Bob, are you talking about a power cord with a foil shield like a standard audio cable? I thought UL
or some other standards body wants a solid green-wire, same gauge as the two conductors. Is the
shield a separate wire? Is it connected to the greenwire ground? What are you sheilding, fuzz from
coming off the power conductors or fuzz from coming in from the outside?
-- Tom Fine
----- Original Message -----
From: "Bob Olhsson" <[log in to unmask]>
To: <[log in to unmask]>
Sent: Friday, October 17, 2008 9:18 AM
Subject: Re: [ARSCLIST] Aren't recordings original sources?
> -----Original Message-----
> From Tom Fine: "... do you think powerline fuzz and hash matter more, less
> or none to modern gear that uses
> cheaper/lightweight and switching-type power supplies?
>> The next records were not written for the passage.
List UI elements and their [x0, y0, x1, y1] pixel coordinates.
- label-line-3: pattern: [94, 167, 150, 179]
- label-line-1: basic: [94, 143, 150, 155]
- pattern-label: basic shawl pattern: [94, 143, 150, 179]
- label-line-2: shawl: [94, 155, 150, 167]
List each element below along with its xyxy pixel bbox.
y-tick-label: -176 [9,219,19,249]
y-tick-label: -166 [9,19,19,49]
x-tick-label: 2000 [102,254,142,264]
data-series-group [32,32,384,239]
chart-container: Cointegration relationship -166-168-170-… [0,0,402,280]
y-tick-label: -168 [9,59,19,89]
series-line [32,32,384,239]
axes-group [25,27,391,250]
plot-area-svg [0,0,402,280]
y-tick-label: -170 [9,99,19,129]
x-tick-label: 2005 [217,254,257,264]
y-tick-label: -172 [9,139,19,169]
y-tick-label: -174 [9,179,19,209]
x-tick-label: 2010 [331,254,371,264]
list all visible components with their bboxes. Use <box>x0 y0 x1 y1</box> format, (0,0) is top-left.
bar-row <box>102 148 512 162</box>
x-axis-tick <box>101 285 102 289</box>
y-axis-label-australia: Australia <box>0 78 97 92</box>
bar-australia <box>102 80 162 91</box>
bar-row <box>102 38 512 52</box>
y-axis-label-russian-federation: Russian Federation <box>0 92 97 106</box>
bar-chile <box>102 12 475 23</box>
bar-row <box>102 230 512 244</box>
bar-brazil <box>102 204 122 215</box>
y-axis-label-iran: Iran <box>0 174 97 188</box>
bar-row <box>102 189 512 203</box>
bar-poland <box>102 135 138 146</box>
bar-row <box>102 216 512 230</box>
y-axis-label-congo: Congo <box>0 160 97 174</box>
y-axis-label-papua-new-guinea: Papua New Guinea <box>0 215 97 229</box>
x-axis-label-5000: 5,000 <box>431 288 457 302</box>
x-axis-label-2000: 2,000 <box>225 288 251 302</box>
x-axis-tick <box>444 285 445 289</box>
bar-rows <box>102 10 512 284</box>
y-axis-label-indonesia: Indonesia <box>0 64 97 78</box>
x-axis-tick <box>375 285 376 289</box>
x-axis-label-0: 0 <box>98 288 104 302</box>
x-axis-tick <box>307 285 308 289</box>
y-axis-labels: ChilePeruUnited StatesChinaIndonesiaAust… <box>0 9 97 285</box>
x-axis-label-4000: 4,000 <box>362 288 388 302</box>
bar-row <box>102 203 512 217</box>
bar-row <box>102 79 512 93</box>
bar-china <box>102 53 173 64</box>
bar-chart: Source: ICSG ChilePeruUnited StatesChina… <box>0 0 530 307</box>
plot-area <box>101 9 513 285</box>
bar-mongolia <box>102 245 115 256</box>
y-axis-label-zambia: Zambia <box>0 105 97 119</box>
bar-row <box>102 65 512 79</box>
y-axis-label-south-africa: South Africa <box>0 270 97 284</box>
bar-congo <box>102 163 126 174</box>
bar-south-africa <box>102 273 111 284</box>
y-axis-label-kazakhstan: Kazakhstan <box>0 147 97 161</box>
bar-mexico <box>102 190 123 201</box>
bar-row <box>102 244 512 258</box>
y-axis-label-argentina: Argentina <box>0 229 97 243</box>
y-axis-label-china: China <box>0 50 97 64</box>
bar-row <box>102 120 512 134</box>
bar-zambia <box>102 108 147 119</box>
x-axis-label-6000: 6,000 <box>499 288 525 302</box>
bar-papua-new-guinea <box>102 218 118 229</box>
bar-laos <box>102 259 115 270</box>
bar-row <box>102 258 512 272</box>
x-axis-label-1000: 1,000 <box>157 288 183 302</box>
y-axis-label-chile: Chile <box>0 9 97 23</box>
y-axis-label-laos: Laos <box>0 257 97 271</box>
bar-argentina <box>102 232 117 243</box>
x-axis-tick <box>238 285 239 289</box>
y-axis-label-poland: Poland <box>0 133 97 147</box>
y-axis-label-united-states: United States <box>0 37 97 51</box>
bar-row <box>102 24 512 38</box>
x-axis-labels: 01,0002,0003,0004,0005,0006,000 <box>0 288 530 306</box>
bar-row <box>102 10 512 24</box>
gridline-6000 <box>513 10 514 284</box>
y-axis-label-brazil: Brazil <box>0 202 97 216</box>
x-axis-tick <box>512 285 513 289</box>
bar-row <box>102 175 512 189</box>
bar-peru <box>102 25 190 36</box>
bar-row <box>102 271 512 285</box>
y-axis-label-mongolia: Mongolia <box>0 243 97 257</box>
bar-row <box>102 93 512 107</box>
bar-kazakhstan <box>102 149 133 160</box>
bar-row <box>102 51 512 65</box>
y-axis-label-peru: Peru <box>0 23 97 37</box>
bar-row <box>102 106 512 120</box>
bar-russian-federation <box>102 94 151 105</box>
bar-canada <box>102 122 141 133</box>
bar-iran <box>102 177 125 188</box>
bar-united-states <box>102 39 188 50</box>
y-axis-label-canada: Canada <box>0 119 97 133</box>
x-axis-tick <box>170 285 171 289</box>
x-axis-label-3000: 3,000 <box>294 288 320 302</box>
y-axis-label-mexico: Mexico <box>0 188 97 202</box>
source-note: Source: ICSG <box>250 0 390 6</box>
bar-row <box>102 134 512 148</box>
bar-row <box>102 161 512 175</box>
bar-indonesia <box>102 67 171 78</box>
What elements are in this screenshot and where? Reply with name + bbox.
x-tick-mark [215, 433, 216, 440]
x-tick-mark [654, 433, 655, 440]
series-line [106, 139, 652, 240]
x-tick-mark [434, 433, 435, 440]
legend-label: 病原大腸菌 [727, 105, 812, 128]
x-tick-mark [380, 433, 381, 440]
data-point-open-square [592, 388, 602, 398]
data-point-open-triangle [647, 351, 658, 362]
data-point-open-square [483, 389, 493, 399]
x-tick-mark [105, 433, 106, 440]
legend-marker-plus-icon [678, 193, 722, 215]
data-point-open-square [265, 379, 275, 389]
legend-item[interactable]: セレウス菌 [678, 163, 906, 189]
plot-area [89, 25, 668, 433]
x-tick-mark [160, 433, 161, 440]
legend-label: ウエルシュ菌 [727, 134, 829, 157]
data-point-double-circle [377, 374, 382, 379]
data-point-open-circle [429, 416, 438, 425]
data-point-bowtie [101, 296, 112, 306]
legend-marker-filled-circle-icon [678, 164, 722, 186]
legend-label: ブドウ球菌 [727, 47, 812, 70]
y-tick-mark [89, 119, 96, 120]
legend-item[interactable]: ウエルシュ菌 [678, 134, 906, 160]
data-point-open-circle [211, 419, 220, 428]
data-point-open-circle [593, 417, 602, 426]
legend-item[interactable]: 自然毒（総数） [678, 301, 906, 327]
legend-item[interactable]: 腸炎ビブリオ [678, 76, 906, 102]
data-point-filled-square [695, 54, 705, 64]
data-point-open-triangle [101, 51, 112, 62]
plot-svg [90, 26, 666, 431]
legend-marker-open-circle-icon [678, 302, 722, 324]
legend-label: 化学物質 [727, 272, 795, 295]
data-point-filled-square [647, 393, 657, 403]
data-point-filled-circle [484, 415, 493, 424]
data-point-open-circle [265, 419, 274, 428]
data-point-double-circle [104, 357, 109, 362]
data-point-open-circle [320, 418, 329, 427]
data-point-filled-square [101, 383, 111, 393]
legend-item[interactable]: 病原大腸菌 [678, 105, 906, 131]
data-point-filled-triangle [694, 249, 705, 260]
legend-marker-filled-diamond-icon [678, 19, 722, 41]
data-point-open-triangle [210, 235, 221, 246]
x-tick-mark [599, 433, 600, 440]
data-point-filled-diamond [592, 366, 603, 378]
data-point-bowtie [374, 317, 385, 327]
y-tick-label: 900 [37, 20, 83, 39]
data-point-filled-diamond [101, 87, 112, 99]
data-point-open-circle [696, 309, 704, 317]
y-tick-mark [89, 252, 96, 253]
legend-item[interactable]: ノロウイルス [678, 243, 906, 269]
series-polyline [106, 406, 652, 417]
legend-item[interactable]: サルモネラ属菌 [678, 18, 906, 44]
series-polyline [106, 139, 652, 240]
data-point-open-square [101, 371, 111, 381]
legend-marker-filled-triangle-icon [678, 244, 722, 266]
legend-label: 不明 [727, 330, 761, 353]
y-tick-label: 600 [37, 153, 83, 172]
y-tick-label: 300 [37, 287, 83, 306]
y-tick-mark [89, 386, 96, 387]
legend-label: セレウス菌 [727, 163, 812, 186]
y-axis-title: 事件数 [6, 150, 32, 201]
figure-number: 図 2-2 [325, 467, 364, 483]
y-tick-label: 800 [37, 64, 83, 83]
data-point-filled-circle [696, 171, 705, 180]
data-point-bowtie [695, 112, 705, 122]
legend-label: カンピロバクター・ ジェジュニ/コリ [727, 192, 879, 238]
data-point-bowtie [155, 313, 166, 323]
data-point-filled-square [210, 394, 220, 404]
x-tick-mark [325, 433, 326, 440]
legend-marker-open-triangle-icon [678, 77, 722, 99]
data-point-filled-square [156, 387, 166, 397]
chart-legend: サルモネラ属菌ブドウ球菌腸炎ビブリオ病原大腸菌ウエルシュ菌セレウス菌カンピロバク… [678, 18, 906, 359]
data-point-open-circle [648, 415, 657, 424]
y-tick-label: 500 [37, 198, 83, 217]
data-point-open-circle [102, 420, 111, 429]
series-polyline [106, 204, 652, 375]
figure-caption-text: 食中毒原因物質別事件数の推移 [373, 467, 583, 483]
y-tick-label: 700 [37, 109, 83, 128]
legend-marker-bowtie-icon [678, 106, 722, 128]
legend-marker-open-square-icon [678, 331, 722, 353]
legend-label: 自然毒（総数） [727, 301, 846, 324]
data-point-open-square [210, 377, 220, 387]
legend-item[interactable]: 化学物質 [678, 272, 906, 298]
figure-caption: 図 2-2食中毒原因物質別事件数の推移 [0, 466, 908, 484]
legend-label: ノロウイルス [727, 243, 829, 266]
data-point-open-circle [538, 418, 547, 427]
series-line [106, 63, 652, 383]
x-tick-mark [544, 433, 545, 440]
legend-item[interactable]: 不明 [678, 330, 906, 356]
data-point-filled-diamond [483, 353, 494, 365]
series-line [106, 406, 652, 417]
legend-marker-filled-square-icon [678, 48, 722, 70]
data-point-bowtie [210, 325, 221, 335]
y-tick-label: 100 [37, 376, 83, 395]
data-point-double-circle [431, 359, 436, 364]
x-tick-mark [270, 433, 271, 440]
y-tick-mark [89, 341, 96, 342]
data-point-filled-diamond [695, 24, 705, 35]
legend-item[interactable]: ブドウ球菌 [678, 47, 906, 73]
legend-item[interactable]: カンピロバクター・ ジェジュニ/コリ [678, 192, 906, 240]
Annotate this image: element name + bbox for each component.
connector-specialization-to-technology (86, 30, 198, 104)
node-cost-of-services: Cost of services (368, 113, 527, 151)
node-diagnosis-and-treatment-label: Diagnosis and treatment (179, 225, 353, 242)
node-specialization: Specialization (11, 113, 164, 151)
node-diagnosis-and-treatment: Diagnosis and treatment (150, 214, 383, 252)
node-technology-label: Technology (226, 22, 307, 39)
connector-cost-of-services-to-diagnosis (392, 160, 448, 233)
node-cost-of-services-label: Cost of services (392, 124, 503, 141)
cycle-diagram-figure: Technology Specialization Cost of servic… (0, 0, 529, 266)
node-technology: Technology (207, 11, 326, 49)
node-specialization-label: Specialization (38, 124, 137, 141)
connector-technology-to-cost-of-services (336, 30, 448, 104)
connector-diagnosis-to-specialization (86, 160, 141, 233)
I'd think the
> old-school stuff wouldn't care,
> it was designed to operate on the principle of an over-spec'd power supply
> providing a large reserve
> for peak-power demands after the conversion to DC. But some of these modern
> devices -- including
> well-rated professional gear -- seem to have such flimsy power supplies, I
> wonder if all this
> matters more in that world. Plus, there are arguments to be made about the
> quality of internal power
> and the performance of digital devices, but again what is provided on the
> gear may well be up to the
> job in the case of professional-grade equipment. Bottom line, I highly doubt
> what sort of power cord
> you use as long as you're using properly-spec'd gauge wires, matters in any
> of this..."
>
> I've heard power cords make a surprising difference especially shielded vs.
> non-shielded. Tying every neutral in an audio system together at one point
> makes a bigger difference as does cleaning and tightening every single AC
> connection all the way back to the power pole. Doing both in my experience
> has reduced the effect of AC cords considerably.
>
> You can ask anybody in the touring sound business and they'll talk your ear
> off for an hour about the incompetent power supply and grounding design
> found in most of the past 40 years worth of so-called "pro" audio gear and
> there is no reason to expect consumer audio to be any better. When you
> consider how little AC wiring has even been touched in a half century and
> how poorly designed most gear is, it shouldn't be surprising that anything
> that alters the frequency response of an audio grounding system may well be
> audible due to different flavors of RFI. Obviously if you can hear anything
> change, all flavors are wrong but those of us who hear this stuff aren't
> lunatics and at least some of us are pretty happy with a heavy duty, well
> shielded $20 power cord.
>
>
> Bob Olhsson Audio Mastery, Nashville TN
> Mastering, Audio for Picture, Mix Evaluation and Quality Control
> Over 40 years making people sound better than they ever imagined!